Hello and sorry for a badly formatted text (cell phone).
In brief, I have a code that solves for a temperature and a voltage (mixed elements, and can be found in my post history, but I’ll probably make the link once I am in front of my computer).
From ‘‘temp’’ and ‘‘volt’’, I compute J and Jq, the current density and the heat flux. They involve taking.the gradient of temp and volt. J appears in the heat eq. as a source term.
From J, I compute dJx/dx and similarly for the ‘‘y’’ component, I add those terms to form a source of heat in the heat equation.
Here are my questions:
Physically, the source term is non zero. However, I get that it vanishes if temp and volt are defined in CG spaces of degree 1, J and Jq are then defined in DG spaces of degree 0, and since I then take the spatial derivatives of a cell wise constant field, I get 0. This makes some sense.

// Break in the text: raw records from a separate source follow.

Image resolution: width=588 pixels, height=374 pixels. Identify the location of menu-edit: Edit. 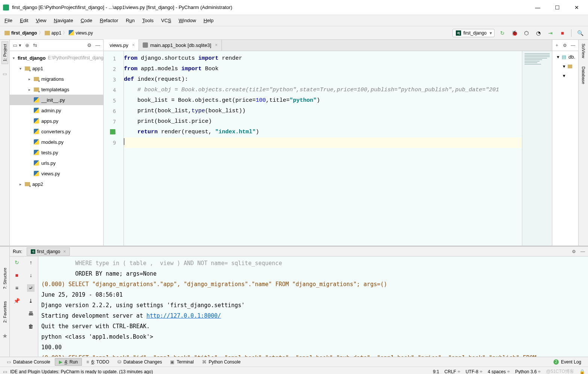
(24, 20).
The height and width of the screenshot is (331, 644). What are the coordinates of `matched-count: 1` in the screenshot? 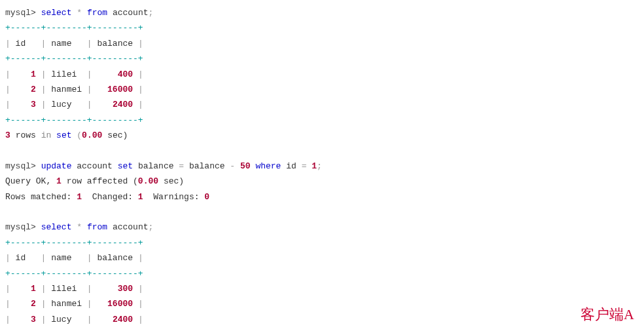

Therefore, if I,want to compute the source term accurately, I need to increase the degrees of all FE spaces. And I don’t know if I can choose a CG space of degree 2 for temp and volt. Because then I,could take CG spaces of deg 1 for J and.Jq, but then this would make a space DG of degree 0 for the source term. And this source term is used to compute temp and volt. In other words, a discontinuous Galerkin space would be used to get a solution that would be continuous Galerkin. Is that possible? Is this mathematically allowed?
If not, does this mean that if I want a real estimate or computation of the solution to the coupled PDEs, I should use DG for all spaces?